The Offspring’s Dexter Holland: New Album Is a ‘Message of Hope’

Southern California punk stalwarts the Offspring will release their ninth studio album, Days Go By, on June 26th on Columbia Records. However, this summer also marks an anniversary for the band: they released their second album, Ignition, 20 years ago. To commemorate the occasion, they recently played the album from start to finish at the tiny Alex’s Bar in Long Beach, California, and will also perform it five times in Europe.
“It just kind of hit me about a month ago: ‘Oh fuck, this has been 20 years!'” frontman Dexter Holland tells Rolling Stone by phone on the day of the Long Beach gig. “I called the other guys and said, ‘We should do a club show, just for fun.'”
The small concert, plus an appearance two days later at KROQ’s Weenie Roast festival, was a way to let their fans know that the band is back after a four-year absence between records. It’s an interesting juxtaposition for the group, celebrating a two-decade anniversary while promoting a new album. “You can really let the numbers get to you. We were playing at a 21-and-over place last night, so that means some of those people [could] have been one year old when this record came out,” Holland says. “But you can’t think about that stuff too much. We still enjoy what we’re doing and I feel like it was yesterday.”
For Holland, the nostalgic set was also a way to measure the band’s growth on the new material. “We’re down to try different things musically,” he explains. “The record we’re doing now is very different from what we did then.” It is certainly experimental: from the very pop “California Cruising” to the rocking title track and the Spanish-tinged “O.C. Guns,” Days Go By covers a wide range of styles, including vintage Offspring punk.
Holland felt it was important for the band to push themselves this time around. “This is our ninth record, so we’ve got to dig a little bit deeper, and that’s what we want to do as well,” he explains. The ever-changing current musical climate played a part in the versatility of the songs, too. “I think music is so diverse today and bands are so diverse. If you were a rock band in the Eighties, you kind of had to stick to one thing. Now, in this age of Coachella and European festivals and stuff, it’s kind of anything goes, so that allowed us to try different things,” he says.
Holland is proud of Days Go By, if a bit self-deprecating about its sales potential. “I know no one’s gonna buy our album, but I still spend two years trying to make a great record,” he says, laughing. “If you’re in a band, if it’s really what you care about, then that stuff isn’t what’s important. You can’t help the fact that you’ve got to make something great; it’s got to be sequenced right, no matter what.”
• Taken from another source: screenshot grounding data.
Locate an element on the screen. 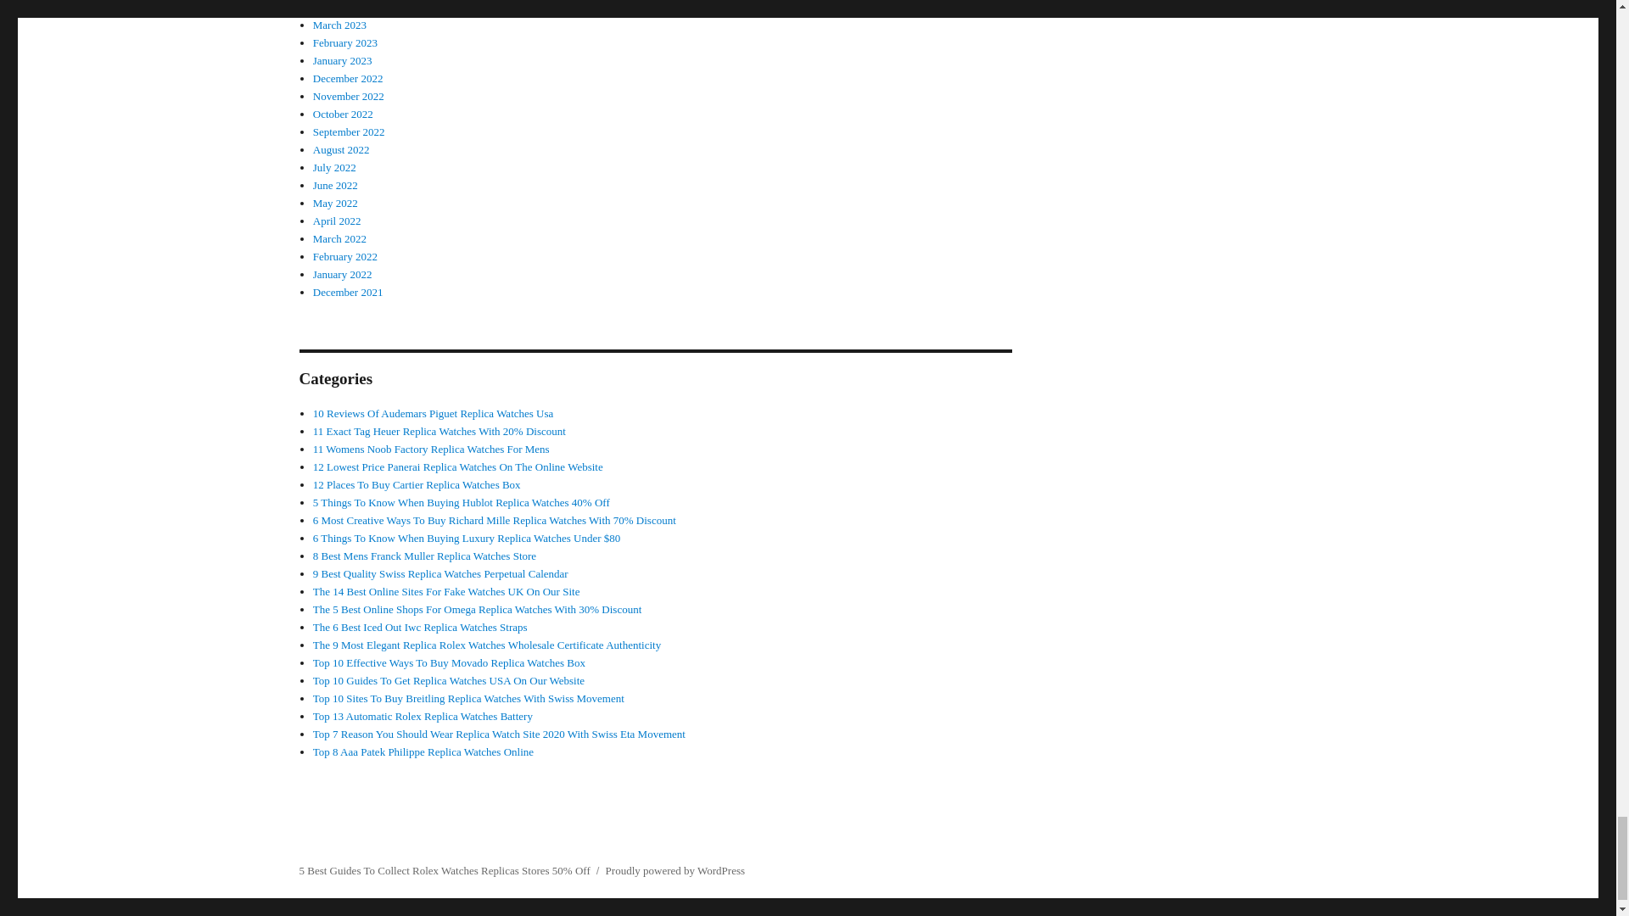  November 2022 is located at coordinates (348, 95).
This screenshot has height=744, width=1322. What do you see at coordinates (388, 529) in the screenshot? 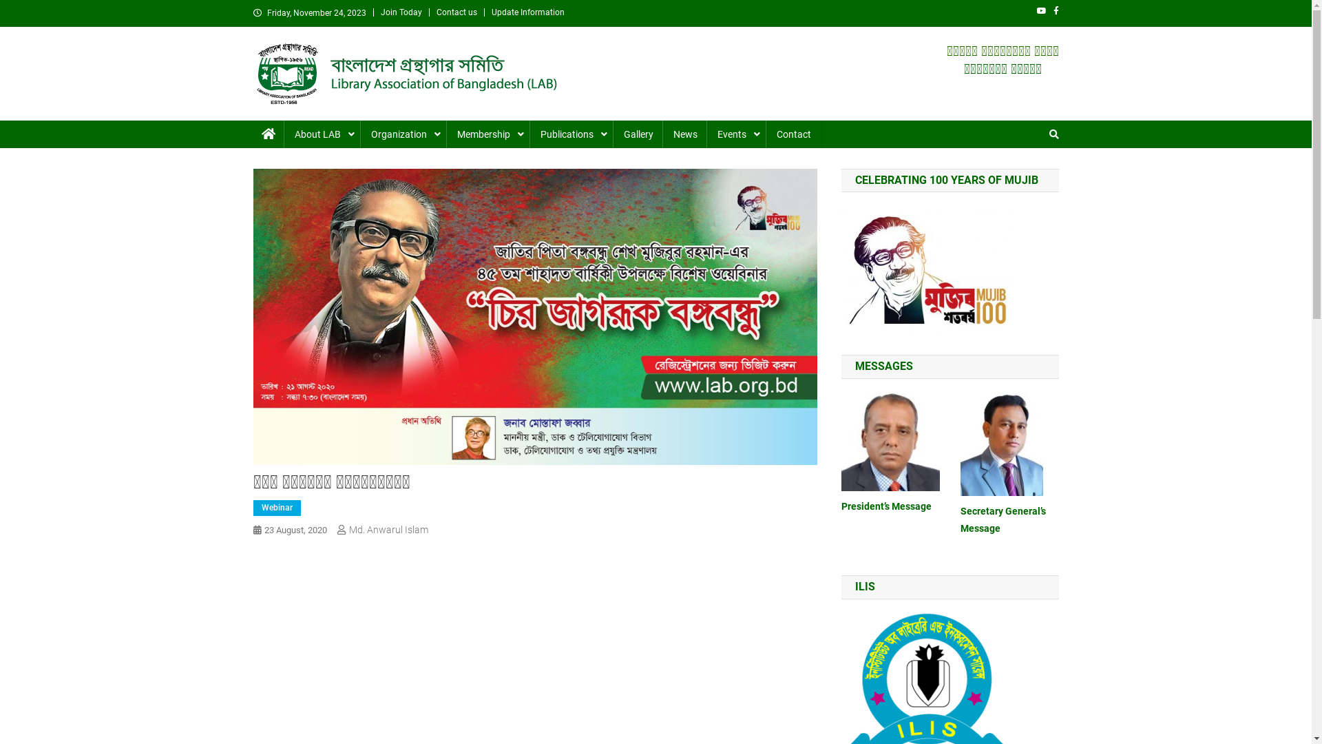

He also has a message that he wants his listeners to embrace. “Part of why I chose ‘Days Go By’ as the single and the title of the album is because it really kind of shows – not only with me – that the world has been through a shitty few years and it’s been really tough on a lot of people,” Holland says. “People have really gotten hurt and, at the end of the day, no one’s gonna pick you up. You’ve gotta pick yourself up and figure out how to move on. So I guess acknowledging that it’s been tough, but also having a message of hope, is what I really wanted people to take away from this record.”